The next morning, Sienna woke to the irritating buzz of her second alarm, face still buried in yesterday’s contract notes. Coffee had done nothing. Wine had done worse. Her sleep, if it could even be called that, had been filled with strange, fragmented dreams—whispers, the smell of blood, a child crying.
She shook them off.
Adrian Wolfe wasn’t going to win. Not by intimidation, not by gas lighting, and definitely not by making her question her own sanity.
She dressed like armour — black slacks, cream blouse, bold red lipstick. No jewellery, no weakness. If he wanted to fight dirty, she'd give him corporate warfare in stilettos.
At the Office
The moment she stepped onto the 35th floor, a wave of tension met her.
Eyes shifted. Conversations stopped mid-sentence.
What now?
Rachel rushed over, wide-eyed. “Did you see the news?”
“No, I haven’t even—”
“Here.” Rachel shoved her phone at Sienna.
On the screen was an industry blog—low-tier gossip but still widely circulated. The headline made her stomach drop.
Wolfe International Exec Accused of Breach — Internal Power Struggle Brewing at Newly Acquired Company?
Below it: a blurred photo of her exiting Adrian’s office last week, clearly mid-argument.
Sienna’s hands curled around the phone. “What the hell is this?”
“It leaked early this morning. Someone submitted it anonymously.” Rachel looked panicked. “They're implying you are the cause of the instability.”
Sienna’s blood ran cold. “This wasn’t an accident.”
“It gets worse,” Rachel whispered. “PR’s already trying to spin it. But it’s out. And people are—” she hesitated, “—talking.”
“Let them talk,” Sienna said, voice sharp. “They’ll forget by next week.”
But as she marched toward her office, every footstep echoed with betrayal. She knew who had leaked it.
Or at least, who had let it leak.
And his name started with Wolfe.
Later That Day
Sienna barged into his office unannounced again, fury practically crackling from her skin.
“You leaked it,” she accused.
Adrian looked up slowly from a document. “Come in. Close the door.”
“I said—you leaked that story. You painted me as unstable. Disruptive.”
He didn’t answer. Just tapped a pen against the glass desk. Calm. Calculating.
“Do you think if you humiliate me enough, I’ll just quit?” she snapped.
Adrian stood and walked toward her. Not rushed. Not apologetic.
“You’re still assuming this is about making you quit,” he said, voice low. “It’s not.”
“Then what is it about?”
He stopped a breath away. “It’s about reminding you where you stand. You keep forgetting.”
She laughed bitterly. “No. I remember exactly where I stand. What I don’t understand is why you’ve made me your personal obsession.”
For once, something flickered across Adrian’s face. Brief. Almost pained.
“You’re not my obsession,” he said. Then added, “You’re my responsibility.”
Sienna blinked. “What the hell does that mean?”
He looked away. “It means I’m not going to let you destroy yourself. Not again.”
That stopped her cold.
“Again?” she echoed. “What the hell are you talking about?”
Adrian’s jaw tightened. He stepped back like he’d revealed too much.
“Forget I said that.”
“No,” she said, voice rising. “You don’t get to throw something cryptic like that in my face and then retreat behind your damn poker face!”
“Sienna—”
“What do you know about me? About my past?”
His silence was answer enough.
Sienna stepped back, heart pounding.
“You’ve been watching me,” she whispered. “Longer than just this merger. Haven’t you?”
Adrian didn’t move. Didn’t deny it.
And that was worse than any confession.
That Night
Sienna sat alone on her apartment balcony, clutching a cup of tea she hadn’t sipped, staring at the skyline that suddenly didn’t feel so far away from the cage she was now in.
She felt... exposed. Like a page from a diary she didn’t remember writing had been read aloud by a stranger.
Adrian knew something. Something deep. Something before Wolfe International. Before she built herself into the woman she was now.
And she hated that he held it over her.
She hated even more that a part of her wanted to know what it was.
Why he looked at her like that.
Why she felt like this.
Meanwhile…
Adrian sat in his private study, fire crackling across dark wood panels, old files spread across his desk. One page in particular lay open: a school transcript, faded and water-damaged.
Blake, Sienna M.
He traced the name with his thumb. Behind it: a single photo, stapled to the corner.
The girl had her mother’s eyes. Determined even back then. Unafraid.
“You don’t remember me yet,” he murmured. “But you will.”
He closed the file and locked it back inside the drawer.
Not yet.
The past had teeth.
And when Sienna remembered it… she’d either run again.
Or she’d finally understand why he could never let her go.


WHAT IS EXPECTED
Using the string "Network" as the key, pull each matching line out of the records below.

DATA FOR REVIEW
------------------------------------------------
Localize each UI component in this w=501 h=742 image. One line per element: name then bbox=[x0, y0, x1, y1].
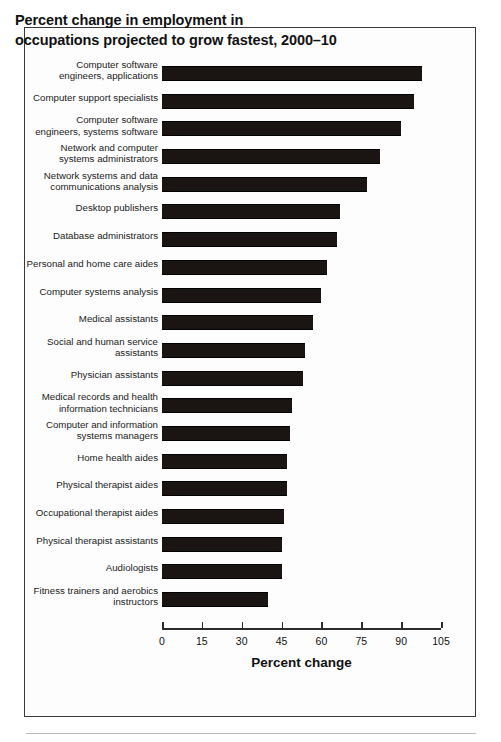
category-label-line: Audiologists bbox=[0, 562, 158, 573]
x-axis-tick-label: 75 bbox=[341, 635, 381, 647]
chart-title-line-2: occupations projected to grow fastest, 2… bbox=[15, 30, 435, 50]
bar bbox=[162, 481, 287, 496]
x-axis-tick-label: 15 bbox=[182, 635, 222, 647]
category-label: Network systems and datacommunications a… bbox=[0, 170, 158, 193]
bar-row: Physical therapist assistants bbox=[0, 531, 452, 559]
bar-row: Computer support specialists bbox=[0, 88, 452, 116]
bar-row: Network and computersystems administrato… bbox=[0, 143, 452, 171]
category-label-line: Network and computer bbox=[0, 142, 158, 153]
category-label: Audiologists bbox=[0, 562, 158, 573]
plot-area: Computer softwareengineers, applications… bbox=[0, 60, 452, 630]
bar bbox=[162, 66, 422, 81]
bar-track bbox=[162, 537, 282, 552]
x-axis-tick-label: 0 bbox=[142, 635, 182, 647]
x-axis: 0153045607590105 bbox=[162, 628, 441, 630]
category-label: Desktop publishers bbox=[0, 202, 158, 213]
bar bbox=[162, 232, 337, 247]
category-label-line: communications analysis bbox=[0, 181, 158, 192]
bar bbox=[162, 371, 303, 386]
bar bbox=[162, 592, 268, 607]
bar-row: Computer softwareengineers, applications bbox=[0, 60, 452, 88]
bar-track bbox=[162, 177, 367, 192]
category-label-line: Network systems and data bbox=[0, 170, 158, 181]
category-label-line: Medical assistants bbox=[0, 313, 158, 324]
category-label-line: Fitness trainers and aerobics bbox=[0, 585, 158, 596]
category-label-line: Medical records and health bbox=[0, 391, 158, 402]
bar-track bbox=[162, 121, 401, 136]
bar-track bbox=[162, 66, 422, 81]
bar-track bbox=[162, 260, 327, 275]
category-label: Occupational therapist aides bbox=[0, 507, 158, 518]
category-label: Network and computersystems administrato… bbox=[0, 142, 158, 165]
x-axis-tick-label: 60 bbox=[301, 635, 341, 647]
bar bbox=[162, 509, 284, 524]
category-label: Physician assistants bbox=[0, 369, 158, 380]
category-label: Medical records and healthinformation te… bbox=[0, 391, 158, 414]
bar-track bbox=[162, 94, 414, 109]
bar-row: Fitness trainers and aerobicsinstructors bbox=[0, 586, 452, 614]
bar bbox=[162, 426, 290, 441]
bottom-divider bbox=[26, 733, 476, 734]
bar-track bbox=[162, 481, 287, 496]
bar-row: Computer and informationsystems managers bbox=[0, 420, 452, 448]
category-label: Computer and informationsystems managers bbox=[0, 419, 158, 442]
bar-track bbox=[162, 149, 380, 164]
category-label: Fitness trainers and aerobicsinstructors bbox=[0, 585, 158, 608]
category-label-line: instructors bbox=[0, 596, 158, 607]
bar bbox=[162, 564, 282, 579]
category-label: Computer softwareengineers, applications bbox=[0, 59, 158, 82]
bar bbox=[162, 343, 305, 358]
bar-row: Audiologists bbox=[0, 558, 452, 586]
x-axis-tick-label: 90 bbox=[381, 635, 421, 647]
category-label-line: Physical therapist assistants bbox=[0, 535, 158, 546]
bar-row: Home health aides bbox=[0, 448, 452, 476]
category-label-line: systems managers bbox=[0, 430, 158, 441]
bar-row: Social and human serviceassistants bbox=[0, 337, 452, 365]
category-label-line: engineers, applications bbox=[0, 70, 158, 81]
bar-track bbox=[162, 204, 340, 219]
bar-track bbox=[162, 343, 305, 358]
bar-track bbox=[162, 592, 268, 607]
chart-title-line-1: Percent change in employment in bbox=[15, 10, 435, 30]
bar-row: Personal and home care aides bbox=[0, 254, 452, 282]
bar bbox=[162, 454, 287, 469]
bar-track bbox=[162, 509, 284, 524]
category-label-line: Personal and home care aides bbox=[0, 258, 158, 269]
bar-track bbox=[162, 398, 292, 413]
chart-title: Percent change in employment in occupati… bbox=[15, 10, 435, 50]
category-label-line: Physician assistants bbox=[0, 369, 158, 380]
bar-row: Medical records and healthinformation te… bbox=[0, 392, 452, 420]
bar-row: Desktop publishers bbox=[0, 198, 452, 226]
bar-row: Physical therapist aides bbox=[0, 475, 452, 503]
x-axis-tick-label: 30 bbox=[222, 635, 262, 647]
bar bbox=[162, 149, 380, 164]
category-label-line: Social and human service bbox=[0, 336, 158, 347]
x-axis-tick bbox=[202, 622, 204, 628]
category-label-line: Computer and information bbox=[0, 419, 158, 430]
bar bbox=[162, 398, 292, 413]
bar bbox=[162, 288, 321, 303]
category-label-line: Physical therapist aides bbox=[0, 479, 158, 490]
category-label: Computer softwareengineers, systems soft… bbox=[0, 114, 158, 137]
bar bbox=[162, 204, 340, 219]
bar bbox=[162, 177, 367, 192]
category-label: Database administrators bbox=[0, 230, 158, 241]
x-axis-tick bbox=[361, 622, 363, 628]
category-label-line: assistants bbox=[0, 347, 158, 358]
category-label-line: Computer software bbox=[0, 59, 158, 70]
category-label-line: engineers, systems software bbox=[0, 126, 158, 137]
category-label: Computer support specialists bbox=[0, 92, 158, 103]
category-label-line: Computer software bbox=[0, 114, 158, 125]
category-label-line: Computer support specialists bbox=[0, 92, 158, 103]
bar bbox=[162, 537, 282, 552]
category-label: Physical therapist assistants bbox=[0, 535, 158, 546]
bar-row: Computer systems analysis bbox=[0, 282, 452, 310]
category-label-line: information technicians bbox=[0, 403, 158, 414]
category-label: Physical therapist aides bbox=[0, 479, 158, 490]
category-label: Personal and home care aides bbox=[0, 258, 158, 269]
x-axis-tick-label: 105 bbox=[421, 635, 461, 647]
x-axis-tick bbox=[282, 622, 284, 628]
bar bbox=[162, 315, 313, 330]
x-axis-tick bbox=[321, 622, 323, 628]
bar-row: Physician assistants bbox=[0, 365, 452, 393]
------------------------------------------------
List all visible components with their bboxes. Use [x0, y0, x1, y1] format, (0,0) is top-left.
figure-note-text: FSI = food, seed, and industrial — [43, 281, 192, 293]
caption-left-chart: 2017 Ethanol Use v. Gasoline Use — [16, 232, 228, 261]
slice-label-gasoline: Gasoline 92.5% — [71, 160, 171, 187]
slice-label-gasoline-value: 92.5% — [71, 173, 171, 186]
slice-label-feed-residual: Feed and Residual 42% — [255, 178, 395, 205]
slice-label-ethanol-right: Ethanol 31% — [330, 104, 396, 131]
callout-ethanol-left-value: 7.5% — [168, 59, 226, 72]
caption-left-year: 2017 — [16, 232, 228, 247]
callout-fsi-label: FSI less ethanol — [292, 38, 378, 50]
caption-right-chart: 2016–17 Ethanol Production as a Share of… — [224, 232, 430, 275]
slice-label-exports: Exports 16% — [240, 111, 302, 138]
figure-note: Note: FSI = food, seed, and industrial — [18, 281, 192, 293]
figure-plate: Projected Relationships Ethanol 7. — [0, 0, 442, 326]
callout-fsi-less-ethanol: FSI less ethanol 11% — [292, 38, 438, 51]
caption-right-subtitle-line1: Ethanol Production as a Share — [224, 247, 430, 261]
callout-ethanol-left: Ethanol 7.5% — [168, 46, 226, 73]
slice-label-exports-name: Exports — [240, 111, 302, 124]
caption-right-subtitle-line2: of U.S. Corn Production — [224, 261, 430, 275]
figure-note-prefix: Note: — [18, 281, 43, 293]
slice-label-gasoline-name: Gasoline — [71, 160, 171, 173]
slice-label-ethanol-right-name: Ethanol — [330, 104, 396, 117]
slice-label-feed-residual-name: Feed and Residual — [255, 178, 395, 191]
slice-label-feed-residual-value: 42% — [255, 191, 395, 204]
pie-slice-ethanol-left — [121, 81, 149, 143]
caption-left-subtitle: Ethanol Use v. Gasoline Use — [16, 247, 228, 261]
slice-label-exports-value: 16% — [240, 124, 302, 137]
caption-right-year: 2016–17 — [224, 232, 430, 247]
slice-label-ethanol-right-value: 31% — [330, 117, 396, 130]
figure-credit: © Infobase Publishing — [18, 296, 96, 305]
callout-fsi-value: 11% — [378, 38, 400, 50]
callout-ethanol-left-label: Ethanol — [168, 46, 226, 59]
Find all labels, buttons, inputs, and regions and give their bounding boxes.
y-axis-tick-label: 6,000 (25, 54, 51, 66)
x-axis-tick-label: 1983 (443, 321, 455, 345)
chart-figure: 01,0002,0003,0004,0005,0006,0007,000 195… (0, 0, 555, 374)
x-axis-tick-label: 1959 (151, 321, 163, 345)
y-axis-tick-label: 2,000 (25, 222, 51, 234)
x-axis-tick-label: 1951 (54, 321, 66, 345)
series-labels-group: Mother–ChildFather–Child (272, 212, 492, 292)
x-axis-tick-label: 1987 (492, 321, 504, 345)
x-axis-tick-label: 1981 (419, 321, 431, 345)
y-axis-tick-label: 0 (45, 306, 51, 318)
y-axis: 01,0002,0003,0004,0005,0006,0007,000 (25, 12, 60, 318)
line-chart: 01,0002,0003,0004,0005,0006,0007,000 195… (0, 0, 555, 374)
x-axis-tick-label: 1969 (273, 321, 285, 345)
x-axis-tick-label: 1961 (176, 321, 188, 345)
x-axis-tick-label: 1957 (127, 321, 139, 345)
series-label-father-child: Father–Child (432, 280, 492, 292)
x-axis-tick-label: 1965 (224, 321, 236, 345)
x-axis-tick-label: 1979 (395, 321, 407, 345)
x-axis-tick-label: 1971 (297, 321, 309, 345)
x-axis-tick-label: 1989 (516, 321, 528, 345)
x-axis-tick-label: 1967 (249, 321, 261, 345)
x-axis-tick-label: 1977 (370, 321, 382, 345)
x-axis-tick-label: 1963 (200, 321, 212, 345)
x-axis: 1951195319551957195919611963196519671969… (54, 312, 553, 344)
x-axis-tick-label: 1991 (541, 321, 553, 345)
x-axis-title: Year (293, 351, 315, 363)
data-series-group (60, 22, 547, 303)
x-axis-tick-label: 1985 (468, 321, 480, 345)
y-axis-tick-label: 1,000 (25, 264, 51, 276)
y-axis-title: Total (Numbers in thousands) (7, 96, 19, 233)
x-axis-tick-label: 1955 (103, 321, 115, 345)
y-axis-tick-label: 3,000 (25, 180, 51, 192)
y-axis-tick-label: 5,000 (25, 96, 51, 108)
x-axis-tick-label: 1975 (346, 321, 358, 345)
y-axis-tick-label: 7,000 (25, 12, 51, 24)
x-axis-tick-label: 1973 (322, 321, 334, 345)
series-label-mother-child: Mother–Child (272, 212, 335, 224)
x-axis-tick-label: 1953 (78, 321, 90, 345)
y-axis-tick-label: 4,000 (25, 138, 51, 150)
------------------------------------------------
SOLUTION TO THIS EXERCISE
category-label: Network systems and datacommunications a… bbox=[0, 170, 158, 193]
bar-row: Network and computersystems administrato… bbox=[0, 143, 452, 171]
category-label-line: Network and computer bbox=[0, 142, 158, 153]
category-label-line: Network systems and data bbox=[0, 170, 158, 181]
category-label: Network and computersystems administrato… bbox=[0, 142, 158, 165]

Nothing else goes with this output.